"Have you noticed," Nell asked me softly, "that you never hear sounds in dreams? No matter how exciting things are, there's never any noise; everything seems to be acted in pantomime. Well, it's like that here. We're dreaming Broek-in-Waterland as we have other places."
"And dreaming each other, too?"
"I shouldn't wonder."
"Then I hope nothing will happen to wake me up."
Just then we arrived at a dream curiosity-shop which gave her an excuse not to answer.
On the edge of the town it stands, one of the first among the little old houses, which look as if they had been made to accommodate well-to-do dolls of a century or two ago. Modestly retired in a doll's garden, with an imitation stalactite grotto, and groups of miniature statues among box-tree animals, its door is always open to welcome visitors and allure them. Within, vague splashes of color against a dim background; blues that mean old Delft; yellow that means ancient brass; and all gleaming in the dusk with the strange values that flowers gain in twilight.
I knew that Nell and Phyllis and the Chaperon would not pass by, and they didn't.

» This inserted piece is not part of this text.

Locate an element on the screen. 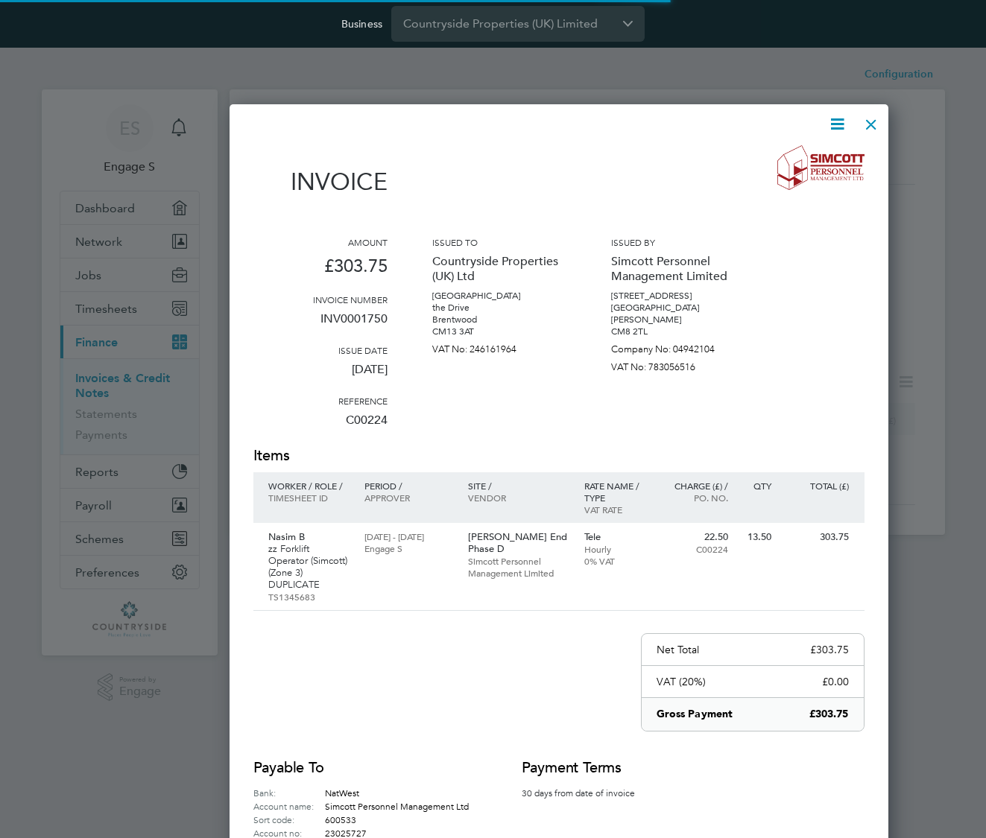  p: Countryside Properties (UK) Ltd is located at coordinates (499, 269).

There was a man inside, but he did not ask us to buy anything. He had the air of a host, pleased to show his treasures, and the Chaperon feared that I was playing some joke when I encouraged them to invade the quaint and pretty rooms.
"I don't believe it is a shop," said she. "It's just an eccentric little house, that belongs to somebody who's away—a dear old maiden lady, perhaps, a collector of antiques, for her own pleasure. This man's her caretaker."
"She's strayed into some other dream, maybe," suggested Nell. "She's lost her way, poor old dear, and can never find it again, to come back, so that's why the things are for sale—if they really are. But listen, all the clocks in the house are talking to each other about her. They expect her to come, and that's why they keep on ticking, through the years, to make the time seem short in passing; for some of them must have had their hundredth birthday, long, long ago."